My Thriller Predictions – Future Realities Or Channeling Insanity?


The similarities between my 2011 thriller, Die By Wire, and the mystery of Malaysia Airlines 370 is just the latest book of mine where my fictional wanderings end up having future factual realities.(Malaysia Flight 370 – Maybe The Mystery IS The Terror). This has happened with six of my books.

Please understand that I am not saying that terrorists used Die By Wire as a working plan.

However, the facts and technological research underpinning Die By Wire describe do-able, plausible, motivations, methods and opportunities. At the very least, those need to be eliminated if possible.

Where Do These “Predictions” Come From”

I read voraciously … everything digital and dead-tree. Discovery drives me. Everything is an Easter Egg hunt. Something worth knowing is buried in that hoard of unconnected, seemingly trivial things. I like to follow threads from one article or subject to another. Sometimes it seems like I’m accumulating a lot of trivia.

But in the background, my brain has this knack of connecting  a lot of those and … while I m running, backpacking, mountain biking, or just dozing off to sleep, I get one of those “What if?” moments.

All that trivia are like the stones in a Sierra mountain creek, each a step in getting to the other side.

All that has come in handy in my current part-time tasks as a consulting information analyst for one of the largest law enforcement agencies in the United States. Part of my contribution is the creation of “what if” scenarios.

Die By Wire was one of those types of scenarios that I created before
joining that agency. I’ve been asked not to write any more thrillers
based on such scenarios. That’s probably a good idea.

Six Books With “Predictions”

Like my other scenario-thrillers come true, Die By Wire is fiction based on extensive factual and technological research.

Others include:

Slatewiper, which, in the early 1990s, predicted bio-engineered gene weapons that could target specific ethnic groups. This was a decade before the
International Red Cross warned that they existed.

It was written in 1993 and first sold as a digital book (a Word file) over the Internet in 1995. Publishers rejected it until 2003 because it was deemed too hard to believe.

It may also have been the first ebook sold over the Internet.

The Trinity Implosion (out of print) predicted nuclear terrorism in 1973 when experts said that was too outlandish to consider.

Perfect Killer: Presaged the rise of the pharmaceutically enhanced soldier with no conscience. The early tests may have caused one of the many forms of Gulf War Syndrome.

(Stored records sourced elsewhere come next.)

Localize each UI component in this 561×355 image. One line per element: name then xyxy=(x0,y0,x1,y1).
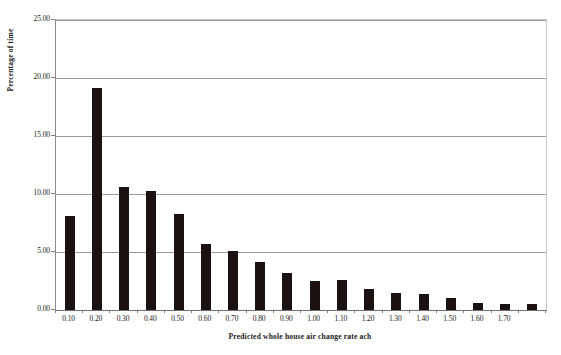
y-axis-tick-mark xyxy=(51,309,55,310)
bar xyxy=(65,216,75,310)
bar xyxy=(174,214,184,310)
x-axis-tick-label: 1.30 xyxy=(381,314,409,323)
x-axis-tick-mark xyxy=(545,310,546,313)
plot-area xyxy=(55,19,547,311)
y-axis-tick-mark xyxy=(51,77,55,78)
bar xyxy=(310,281,320,310)
x-axis-tick-label: 1.20 xyxy=(354,314,382,323)
y-axis-tick-mark xyxy=(51,19,55,20)
x-axis-tick-label: 0.40 xyxy=(136,314,164,323)
y-axis-tick-mark xyxy=(51,251,55,252)
x-axis-tick-mark xyxy=(273,310,274,313)
bar xyxy=(92,88,102,310)
y-axis-tick-label: 20.00 xyxy=(22,73,50,81)
x-axis-tick-label: 1.50 xyxy=(436,314,464,323)
bars-layer xyxy=(56,20,546,310)
x-axis-tick-mark xyxy=(491,310,492,313)
x-axis-tick-label: 1.40 xyxy=(409,314,437,323)
x-axis-tick-label: 0.90 xyxy=(272,314,300,323)
x-axis-tick-mark xyxy=(55,310,56,313)
y-axis-tick-label: 10.00 xyxy=(22,189,50,197)
x-axis-tick-label: 0.20 xyxy=(82,314,110,323)
bar xyxy=(337,280,347,310)
y-axis-tick-label: 25.00 xyxy=(22,15,50,23)
x-axis-tick-mark xyxy=(518,310,519,313)
x-axis-tick-label: 1.00 xyxy=(300,314,328,323)
y-axis-tick-label: 5.00 xyxy=(22,247,50,255)
bar-chart-figure: Percentage of time 0.005.0010.0015.0020.… xyxy=(0,0,561,355)
y-axis-tick-label: 0.00 xyxy=(22,305,50,313)
bar xyxy=(146,191,156,310)
x-axis-tick-label: 0.30 xyxy=(109,314,137,323)
bar xyxy=(364,289,374,310)
x-axis-tick-mark xyxy=(137,310,138,313)
y-axis-tick-mark xyxy=(51,135,55,136)
x-axis-tick-labels: 0.100.200.300.400.500.600.700.800.901.00… xyxy=(55,314,545,326)
x-axis-tick-label: 0.50 xyxy=(164,314,192,323)
x-axis-tick-mark xyxy=(164,310,165,313)
bar xyxy=(446,298,456,310)
x-axis-tick-mark xyxy=(409,310,410,313)
bar xyxy=(391,293,401,310)
x-axis-tick-label: 0.70 xyxy=(218,314,246,323)
x-axis-tick-label: 0.80 xyxy=(245,314,273,323)
x-axis-tick-mark xyxy=(218,310,219,313)
x-axis-tick-mark xyxy=(382,310,383,313)
x-axis-tick-mark xyxy=(354,310,355,313)
y-axis-title: Percentage of time xyxy=(6,0,15,120)
x-axis-tick-mark xyxy=(109,310,110,313)
bar xyxy=(282,273,292,310)
x-axis-tick-mark xyxy=(246,310,247,313)
bar xyxy=(228,251,238,310)
x-axis-tick-label: 0.60 xyxy=(191,314,219,323)
bar xyxy=(119,187,129,310)
bar xyxy=(419,294,429,310)
x-axis-tick-label: 1.60 xyxy=(463,314,491,323)
y-axis-tick-labels: 0.005.0010.0015.0020.0025.00 xyxy=(22,0,50,355)
x-axis-tick-label: 1.10 xyxy=(327,314,355,323)
y-axis-tick-label: 15.00 xyxy=(22,131,50,139)
x-axis-tick-mark xyxy=(327,310,328,313)
x-axis-tick-mark xyxy=(191,310,192,313)
x-axis-tick-mark xyxy=(82,310,83,313)
x-axis-tick-mark xyxy=(300,310,301,313)
bar xyxy=(255,262,265,310)
x-axis-tick-mark xyxy=(463,310,464,313)
y-axis-tick-mark xyxy=(51,193,55,194)
x-axis-tick-label: 0.10 xyxy=(55,314,83,323)
x-axis-title: Predicted whole house air change rate ac… xyxy=(55,332,545,341)
bar xyxy=(473,303,483,310)
bar xyxy=(201,244,211,310)
x-axis-tick-mark xyxy=(436,310,437,313)
x-axis-tick-label: 1.70 xyxy=(490,314,518,323)
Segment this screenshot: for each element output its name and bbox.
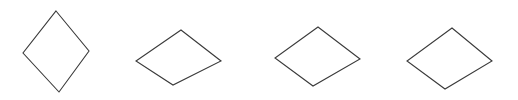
rhombus-shape-3 — [275, 27, 360, 86]
figure-canvas — [0, 0, 518, 100]
rhombus-shape-4 — [407, 28, 492, 89]
rhombus-shape-1 — [23, 11, 89, 92]
rhombus-group — [0, 0, 518, 100]
rhombus-shape-2 — [136, 30, 221, 85]
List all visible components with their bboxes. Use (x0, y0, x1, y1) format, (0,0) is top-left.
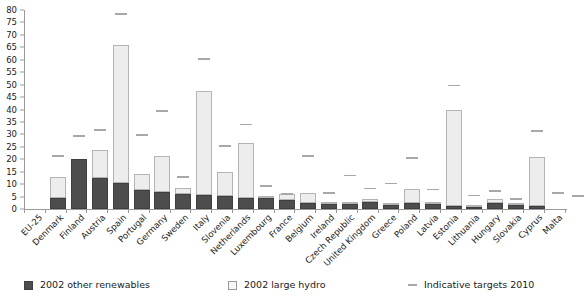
y-tick-mark (20, 72, 24, 73)
bar-segment-large-hydro (113, 45, 129, 183)
bar-group (279, 10, 295, 209)
bar-group (529, 10, 545, 209)
x-tick-mark (315, 209, 316, 213)
y-tick-label: 75 (0, 18, 17, 27)
x-axis-line (24, 209, 567, 210)
x-tick-mark (66, 209, 67, 213)
bar-segment-other-renewables (529, 206, 545, 209)
x-tick-mark (128, 209, 129, 213)
x-tick-mark (86, 209, 87, 213)
bar-group (258, 10, 274, 209)
bar-segment-other-renewables (196, 195, 212, 209)
bar-segment-other-renewables (362, 202, 378, 209)
y-tick-mark (20, 159, 24, 160)
x-tick-mark (461, 209, 462, 213)
indicative-target-marker (510, 198, 522, 200)
bar-segment-large-hydro (196, 91, 212, 194)
indicative-target-marker (323, 192, 335, 194)
indicative-target-marker (552, 192, 564, 194)
x-tick-mark (253, 209, 254, 213)
legend-item-large-hydro: 2002 large hydro (228, 280, 325, 290)
bar-segment-other-renewables (50, 198, 66, 209)
y-tick-mark (20, 97, 24, 98)
bar-group (487, 10, 503, 209)
x-tick-mark (190, 209, 191, 213)
y-tick-label: 10 (0, 180, 17, 189)
bar-segment-other-renewables (113, 183, 129, 209)
bar-segment-other-renewables (175, 194, 191, 209)
x-tick-mark (45, 209, 46, 213)
bar-segment-other-renewables (446, 206, 462, 209)
bar-segment-other-renewables (404, 203, 420, 209)
y-tick-mark (20, 109, 24, 110)
legend-item-other-renewables: 2002 other renewables (24, 280, 150, 290)
indicative-target-marker (468, 195, 480, 197)
legend-label-large-hydro: 2002 large hydro (244, 280, 325, 290)
y-tick-mark (20, 196, 24, 197)
x-tick-mark (398, 209, 399, 213)
indicative-target-marker (406, 157, 418, 159)
indicative-target-marker (344, 175, 356, 177)
bar-group (71, 10, 87, 209)
bar-segment-other-renewables (279, 200, 295, 209)
bar-segment-large-hydro (404, 189, 420, 203)
bar-group (175, 10, 191, 209)
indicative-target-marker (73, 135, 85, 137)
bar-group (217, 10, 233, 209)
indicative-target-marker (385, 183, 397, 185)
x-tick-mark (357, 209, 358, 213)
x-tick-mark (107, 209, 108, 213)
y-tick-label: 15 (0, 167, 17, 176)
legend-label-indicative-targets: Indicative targets 2010 (424, 280, 534, 290)
x-tick-mark (502, 209, 503, 213)
bar-group (134, 10, 150, 209)
y-tick-label: 55 (0, 68, 17, 77)
bar-group (383, 10, 399, 209)
y-tick-label: 25 (0, 143, 17, 152)
bar-segment-other-renewables (487, 203, 503, 209)
indicative-target-marker (136, 134, 148, 136)
y-tick-label: 30 (0, 130, 17, 139)
bar-group (113, 10, 129, 209)
indicative-target-marker (364, 188, 376, 190)
x-tick-mark (232, 209, 233, 213)
y-tick-label: 35 (0, 118, 17, 127)
indicative-target-marker (448, 85, 460, 87)
bar-segment-other-renewables (258, 198, 274, 209)
y-tick-mark (20, 184, 24, 185)
bar-segment-other-renewables (383, 205, 399, 209)
indicative-target-marker (572, 195, 584, 197)
y-tick-label: 40 (0, 105, 17, 114)
y-tick-mark (20, 84, 24, 85)
indicative-target-marker (198, 58, 210, 60)
bar-group (404, 10, 420, 209)
bar-group (92, 10, 108, 209)
indicative-target-marker (240, 124, 252, 126)
bar-group (570, 10, 586, 209)
x-tick-mark (274, 209, 275, 213)
x-tick-mark (294, 209, 295, 213)
y-tick-label: 45 (0, 93, 17, 102)
bar-segment-large-hydro (217, 172, 233, 196)
indicative-target-marker (94, 129, 106, 131)
y-tick-label: 0 (0, 205, 17, 214)
bar-segment-other-renewables (154, 192, 170, 209)
y-tick-mark (20, 47, 24, 48)
bar-group (50, 10, 66, 209)
bar-segment-other-renewables (92, 178, 108, 209)
bar-segment-other-renewables (217, 196, 233, 209)
bar-group (196, 10, 212, 209)
x-tick-mark (211, 209, 212, 213)
indicative-target-marker (531, 130, 543, 132)
indicative-target-marker (281, 193, 293, 195)
dash-line-icon (408, 284, 417, 286)
square-outline-icon (228, 281, 237, 290)
bar-group (238, 10, 254, 209)
bar-group (300, 10, 316, 209)
bar-segment-other-renewables (466, 207, 482, 209)
indicative-target-marker (177, 176, 189, 178)
y-tick-label: 60 (0, 56, 17, 65)
chart-legend: 2002 other renewables 2002 large hydro I… (0, 278, 588, 294)
bar-group (550, 10, 566, 209)
y-tick-label: 70 (0, 31, 17, 40)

Zaibatsu, originally published in 1985, predicted the stock market crash of 1987. It included the first mention of hacking an ecommerce connection.

The Tesla Bequest, originally published in 1983, foresaw the government’s secret HAARP operation (High Frequency Active Auroral Research Program).

The Wrath of Grapes, Non-Fiction, written in 1997 and originally published in 1998, predicted the massive wine glut of the early 21st century.

The Washington Connection (out of print, 1977). Not quite a prediction, but an embarrassing use of my work. As an investigative reporter in Washington, D.C. in the late 1970s, I developed a method of putting shredded documents back together in an expose’ of the Koreagate Congressional bribery scandals.

I was very unhappy when I discovered that the photo section in that book was used by Iranian jihadists to piece together confidential CIA documents seized in the 1978 takeover of the American Embassy in Tehran.

Photo section here: What The Argo Movie Got Wrong About Shredded Documents for details.